France to sue teen for falsely accusing school head in headscarf row

KENZO TRIBOUILLARD/AFP Students arrive at the Maurice Ravel high school in Paris in 2015KENZO TRIBOUILLARD/AFP
The headteacher of the Maurice Ravel Lycée thanked his colleagues for their support (file pic of school)

France's prime minister says a teenage girl will be sued by the state for falsely accusing her headteacher of striking her in a heated exchange over her wearing an Islamic head-covering.

The headteacher insisted that the pupil remove her head-covering inside the school, in accordance with French law.

He resigned after death threats circulated on social media.

The Islamist threat to French schools is taken extremely seriously since the murder of two teachers.

The Paris school headteacher, whose name has not been made public, announced his decision in an email sent on Friday to colleagues at the Maurice Ravel Lycée in the 20th district of Paris.

"I have finally taken the decision to quit my functions," he explained, "out of concern for my own safety and that of the establishment."

"I leave after seven years, rich and intense, spent at your side, and after 45 years in public education," he wrote, thanking his colleagues for the support they had shown him over the past three weeks.

In the incident, which took place on 28 February, the head told three female pupils they should obey the law by removing their head coverings.

Two complied, but the third did not and there was an altercation.

In the days that followed, the head was the object of death threats on social media, which were signalled by the school to an interior ministry hotline.

Prosecutors said two people had been detained in connection with the death threats. Their identities have not been revealed, but the education ministry said they had no link with the school.

Police were sent to patrol around the school, which also received a visit from Education Minister Nicole Belloubet.

Officers found no evidence that the headteacher had struck the girl, and now Prime Minister Gabriel Attal has stepped in to say she is to be taken to court for making false allegations.

"The state... will always stand with these officials, those who are on the frontline faced with these breaches of secularism, these attempts of Islamist entryism in our education establishments," he said.

REUTERS/Stephanie Lecocq Education Minister Nicole Belloubet (file pic)REUTERS/Stephanie Lecocq
Education Minister Nicole Belloubet had earlier offered the headteacher her full support and sought to guarantee his safety

Politicians from both left and right expressed outrage that the career of a respected teacher should be ended by a hate campaign on the Internet.

"This government is incapable of protecting our schools," said Marine Le Pen of the hard-right National Rally on X, formerly known as Twitter.

"It is defeat for the state… and the gangrene of Islamism gains yet more ground," said her niece Marion Maréchal of the rival hard-right party Reconquest.

"This is where you end up when your policy is 'don't make waves'. This is where all those little surrenders lead to," said Bruno Retailleau of the centre-right Republicans.

"It's unacceptable. When a headteacher steps down because of death threats, it is a collective failure," said Boris Vallaud of the Socialist Party.

In a separate development, several Paris schools were forced to close on Wednesday after they received bomb threats from apparent Islamists.

Last week around 30 other schools in the Paris area received similar threats, accompanied by a video of a beheading.

While investigators are obliged to take the threats seriously, they cannot rule out that they are part of a Russian disinformation campaign.

Prime Minister Attal warned earlier this month that the Kremlin had embarked on a "massive destabilisation enterprise" to undermine French support for Ukraine.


Provide only the number of lines below that hold "salivating".

(DATA FOR PROCESSING Opens)

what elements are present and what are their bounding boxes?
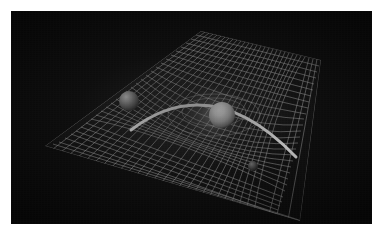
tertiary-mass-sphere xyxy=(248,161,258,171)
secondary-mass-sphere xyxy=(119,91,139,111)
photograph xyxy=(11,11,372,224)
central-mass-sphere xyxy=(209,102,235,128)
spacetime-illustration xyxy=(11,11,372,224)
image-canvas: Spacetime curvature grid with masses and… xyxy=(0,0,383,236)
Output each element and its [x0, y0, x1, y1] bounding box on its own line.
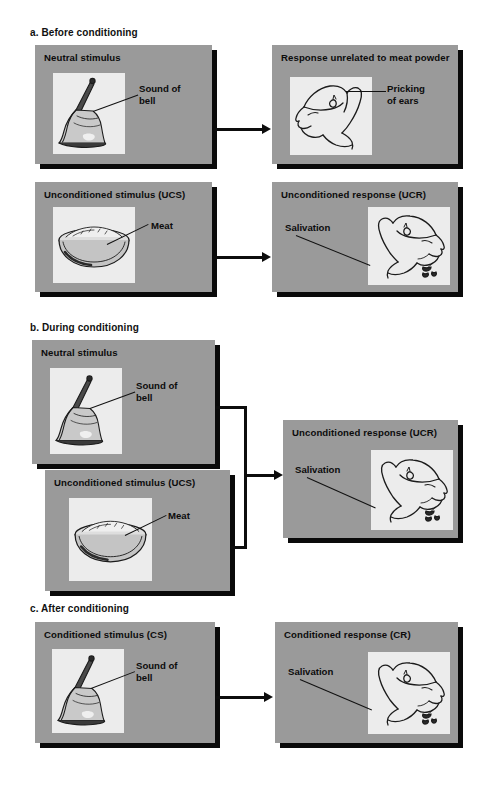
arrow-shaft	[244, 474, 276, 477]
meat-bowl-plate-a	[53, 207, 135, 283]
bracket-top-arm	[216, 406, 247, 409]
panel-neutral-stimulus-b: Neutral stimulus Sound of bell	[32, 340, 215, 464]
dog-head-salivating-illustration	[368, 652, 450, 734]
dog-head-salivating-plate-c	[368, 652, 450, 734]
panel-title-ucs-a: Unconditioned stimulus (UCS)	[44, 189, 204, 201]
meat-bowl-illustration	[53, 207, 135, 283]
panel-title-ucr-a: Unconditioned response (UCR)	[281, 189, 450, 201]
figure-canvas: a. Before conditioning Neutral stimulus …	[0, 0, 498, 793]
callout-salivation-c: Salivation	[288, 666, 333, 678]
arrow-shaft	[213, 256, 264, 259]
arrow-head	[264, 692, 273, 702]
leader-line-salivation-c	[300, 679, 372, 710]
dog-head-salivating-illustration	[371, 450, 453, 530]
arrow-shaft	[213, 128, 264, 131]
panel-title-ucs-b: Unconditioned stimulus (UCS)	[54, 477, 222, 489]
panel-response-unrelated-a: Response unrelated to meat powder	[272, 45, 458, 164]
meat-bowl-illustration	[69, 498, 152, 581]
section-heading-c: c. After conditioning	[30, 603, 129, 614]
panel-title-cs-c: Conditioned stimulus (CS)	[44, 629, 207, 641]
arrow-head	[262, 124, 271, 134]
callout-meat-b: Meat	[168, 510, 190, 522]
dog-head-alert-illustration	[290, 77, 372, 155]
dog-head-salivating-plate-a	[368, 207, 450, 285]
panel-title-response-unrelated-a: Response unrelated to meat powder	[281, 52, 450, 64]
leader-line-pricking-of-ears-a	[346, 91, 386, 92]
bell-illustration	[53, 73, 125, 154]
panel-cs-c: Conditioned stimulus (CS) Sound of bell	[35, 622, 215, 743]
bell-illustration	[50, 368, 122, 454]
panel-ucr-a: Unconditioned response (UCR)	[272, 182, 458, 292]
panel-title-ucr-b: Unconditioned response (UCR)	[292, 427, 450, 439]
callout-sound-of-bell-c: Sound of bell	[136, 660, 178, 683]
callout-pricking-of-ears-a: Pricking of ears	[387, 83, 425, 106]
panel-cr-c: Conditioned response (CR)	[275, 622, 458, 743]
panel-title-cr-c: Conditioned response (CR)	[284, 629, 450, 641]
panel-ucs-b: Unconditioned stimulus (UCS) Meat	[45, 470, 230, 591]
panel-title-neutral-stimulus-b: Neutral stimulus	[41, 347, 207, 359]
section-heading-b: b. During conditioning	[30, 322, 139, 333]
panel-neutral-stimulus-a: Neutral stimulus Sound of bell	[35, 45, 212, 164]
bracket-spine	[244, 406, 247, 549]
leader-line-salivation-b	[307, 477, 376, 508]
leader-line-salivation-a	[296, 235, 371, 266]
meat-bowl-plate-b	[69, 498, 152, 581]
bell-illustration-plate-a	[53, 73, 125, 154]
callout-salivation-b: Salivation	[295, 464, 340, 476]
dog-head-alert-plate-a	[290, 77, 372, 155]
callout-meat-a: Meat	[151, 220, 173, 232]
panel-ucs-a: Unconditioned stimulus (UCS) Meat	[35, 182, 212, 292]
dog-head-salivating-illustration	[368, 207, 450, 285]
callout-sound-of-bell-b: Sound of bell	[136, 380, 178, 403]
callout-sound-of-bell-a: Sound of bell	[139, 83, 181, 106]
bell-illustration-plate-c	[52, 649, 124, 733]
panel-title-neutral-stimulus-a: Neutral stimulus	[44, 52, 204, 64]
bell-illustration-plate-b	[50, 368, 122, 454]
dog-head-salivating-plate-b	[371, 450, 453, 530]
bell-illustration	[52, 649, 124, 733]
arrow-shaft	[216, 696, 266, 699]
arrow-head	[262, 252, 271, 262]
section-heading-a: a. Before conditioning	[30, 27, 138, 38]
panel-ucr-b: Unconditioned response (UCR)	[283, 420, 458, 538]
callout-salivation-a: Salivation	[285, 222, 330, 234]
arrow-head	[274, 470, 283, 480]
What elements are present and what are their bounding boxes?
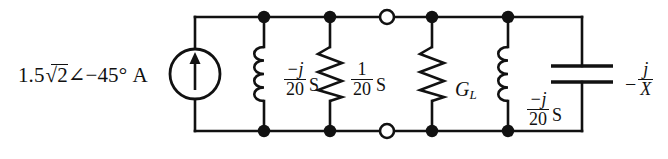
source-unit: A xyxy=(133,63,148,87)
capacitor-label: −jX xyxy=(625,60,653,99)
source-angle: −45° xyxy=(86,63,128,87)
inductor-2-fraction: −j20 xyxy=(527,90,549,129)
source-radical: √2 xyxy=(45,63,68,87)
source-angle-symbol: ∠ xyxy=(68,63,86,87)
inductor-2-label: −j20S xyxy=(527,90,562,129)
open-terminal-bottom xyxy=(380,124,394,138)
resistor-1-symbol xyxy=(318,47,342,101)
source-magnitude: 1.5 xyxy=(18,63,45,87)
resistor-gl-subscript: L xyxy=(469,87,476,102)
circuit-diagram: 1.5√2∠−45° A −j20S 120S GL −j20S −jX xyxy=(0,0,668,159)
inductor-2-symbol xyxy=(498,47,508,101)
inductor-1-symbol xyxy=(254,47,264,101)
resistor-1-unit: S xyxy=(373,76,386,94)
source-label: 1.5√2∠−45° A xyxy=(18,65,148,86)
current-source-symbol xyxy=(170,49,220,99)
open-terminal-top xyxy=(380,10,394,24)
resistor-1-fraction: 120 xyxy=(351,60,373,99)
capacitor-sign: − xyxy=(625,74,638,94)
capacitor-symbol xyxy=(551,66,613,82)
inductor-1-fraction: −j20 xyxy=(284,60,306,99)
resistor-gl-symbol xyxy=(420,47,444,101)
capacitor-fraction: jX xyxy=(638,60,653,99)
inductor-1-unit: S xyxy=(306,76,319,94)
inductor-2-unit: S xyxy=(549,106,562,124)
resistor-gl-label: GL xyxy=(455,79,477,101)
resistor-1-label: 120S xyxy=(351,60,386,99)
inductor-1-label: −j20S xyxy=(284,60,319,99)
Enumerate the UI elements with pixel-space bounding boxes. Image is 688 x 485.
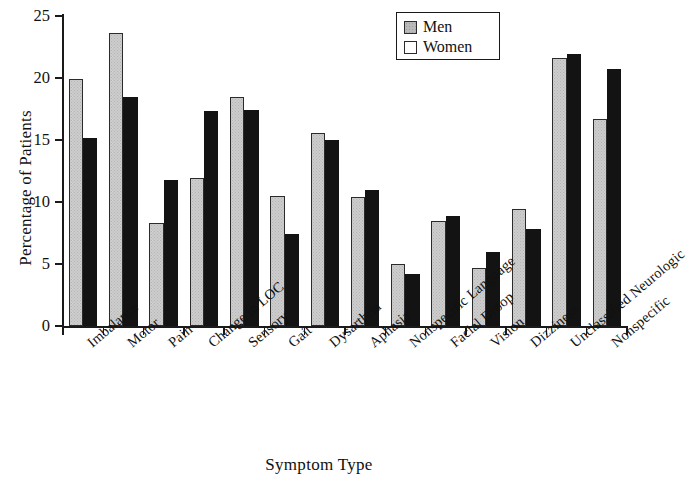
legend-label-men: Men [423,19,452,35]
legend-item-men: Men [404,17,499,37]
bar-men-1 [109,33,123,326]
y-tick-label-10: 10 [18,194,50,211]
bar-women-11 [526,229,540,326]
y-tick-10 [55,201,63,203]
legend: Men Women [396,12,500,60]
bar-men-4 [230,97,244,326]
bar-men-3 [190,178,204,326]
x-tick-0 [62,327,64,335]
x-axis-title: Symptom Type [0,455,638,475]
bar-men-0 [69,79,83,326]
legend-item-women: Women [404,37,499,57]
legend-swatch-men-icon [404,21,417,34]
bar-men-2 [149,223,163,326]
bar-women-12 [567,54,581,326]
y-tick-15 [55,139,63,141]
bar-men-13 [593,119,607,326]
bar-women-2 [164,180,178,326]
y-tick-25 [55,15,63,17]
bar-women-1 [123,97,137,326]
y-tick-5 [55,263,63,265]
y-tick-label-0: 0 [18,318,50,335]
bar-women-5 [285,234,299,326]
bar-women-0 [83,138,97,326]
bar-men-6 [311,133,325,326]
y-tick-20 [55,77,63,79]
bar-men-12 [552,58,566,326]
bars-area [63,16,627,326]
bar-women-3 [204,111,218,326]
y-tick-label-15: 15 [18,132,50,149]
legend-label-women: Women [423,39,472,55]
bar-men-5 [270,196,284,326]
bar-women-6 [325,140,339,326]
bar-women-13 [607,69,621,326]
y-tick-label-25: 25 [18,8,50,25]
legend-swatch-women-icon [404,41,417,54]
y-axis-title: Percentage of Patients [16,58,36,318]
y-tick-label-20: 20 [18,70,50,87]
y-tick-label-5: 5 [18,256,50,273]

(DATA FOR PROCESSING Closes)

> [REPLY TO THE TASK] 6